Camillus, Cieso, Volesius, Leonnatus; not long after, Scipio, Cato, then Augustus, then Adrianus, then Antoninus Pius: all these in a short time will be out of date, and, as things of another world as it were, become fabulous. And this I say of them, who once shined as the wonders of their ages, for as for the rest, no sooner are they expired, than with them all their fame and memory.

Ideo bene praefatus Adrianus Papa IV. dicebat, Cathedram Petri spinosam, et Mantum ejus acutissimis per totum consertum aculeis, et tantae gravitatis, ut robustissimos premat et conterat humeros. Et concludebat, Nonne miseria dignus est qui pro tanta pugnat miseria?"
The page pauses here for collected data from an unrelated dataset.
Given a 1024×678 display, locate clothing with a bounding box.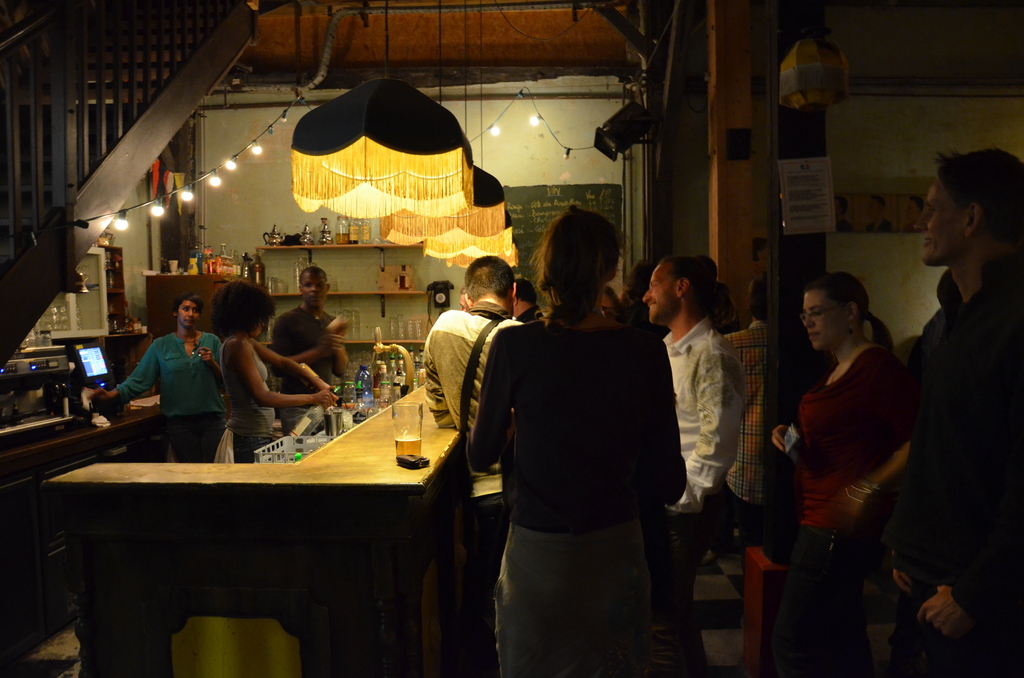
Located: (460, 319, 680, 677).
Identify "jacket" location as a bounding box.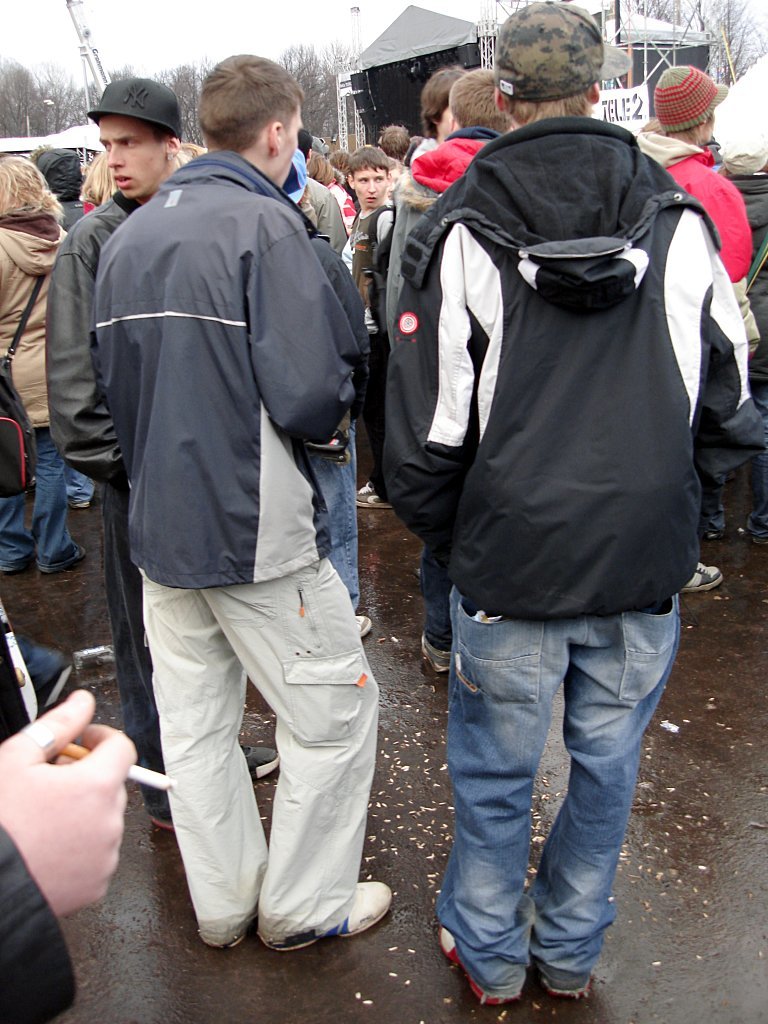
<bbox>69, 146, 370, 614</bbox>.
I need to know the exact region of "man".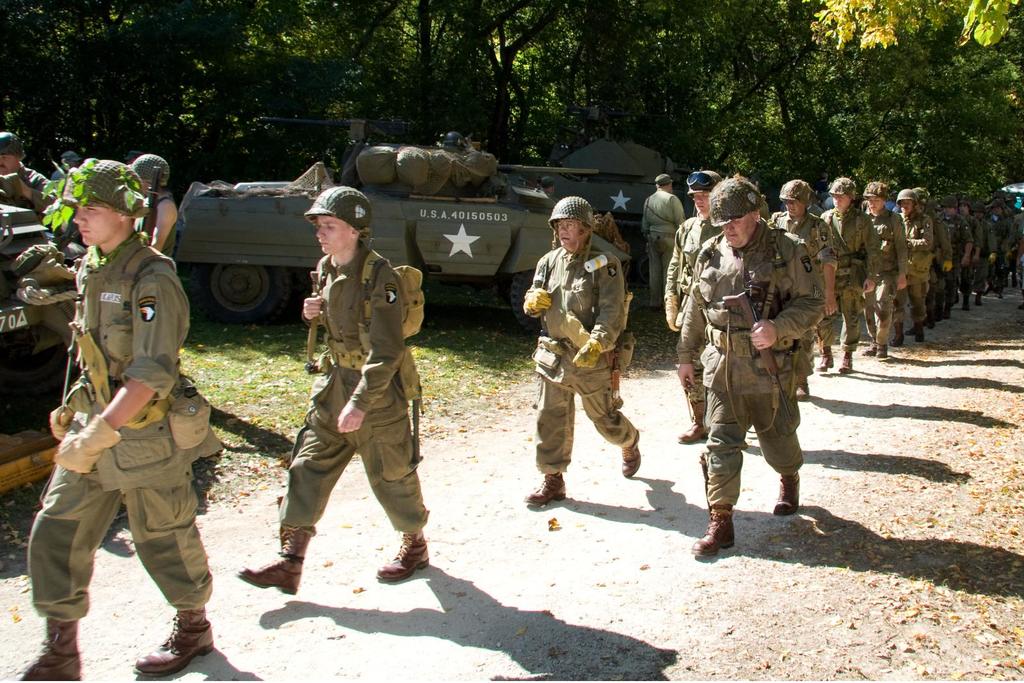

Mithridates concealed the loss, and pretended it was not so great as it really was, but a trifling loss owing to the unskilfulness of the commanders. However, Adrianus triumphantly passed by the camp of the enemy with many waggons loaded with corn and booty, which dispirited Mithridates, and caused irremediable confusion and alarm among his soldiers.

Again, upon Adrianus being sent with a force, for the purpose of getting an abundant supply of corn for the army, Mithridates did not neglect the opportunity, but sent Menemachus and Myron at the head of a large body of cavalry and infantry. All this force, as it is said, was cut to pieces by the Romans, with the exception of two men.

Jur. l. fere. ff. de aedil. edict. per totum. ff. de term. mod. l. Divus Adrianus, resolved by Lud. Rom. in l. si vero. ff. Sol. Matr. And who would offer to do otherwise, should not thereby accuse the man, but nature, and the all-seeing providence of God, as is evident in l. Maximum Vitium, c. de lib. praeter.

Adrianus being sent afterward, with some forces, to procure food enough and to spare for the camp, Mithridates did not let the opportunity slip, but dispatched Menemachus and Myro, with a great force, both horse and foot, against him, all which except two men, it is stated, were cut off by the Romans.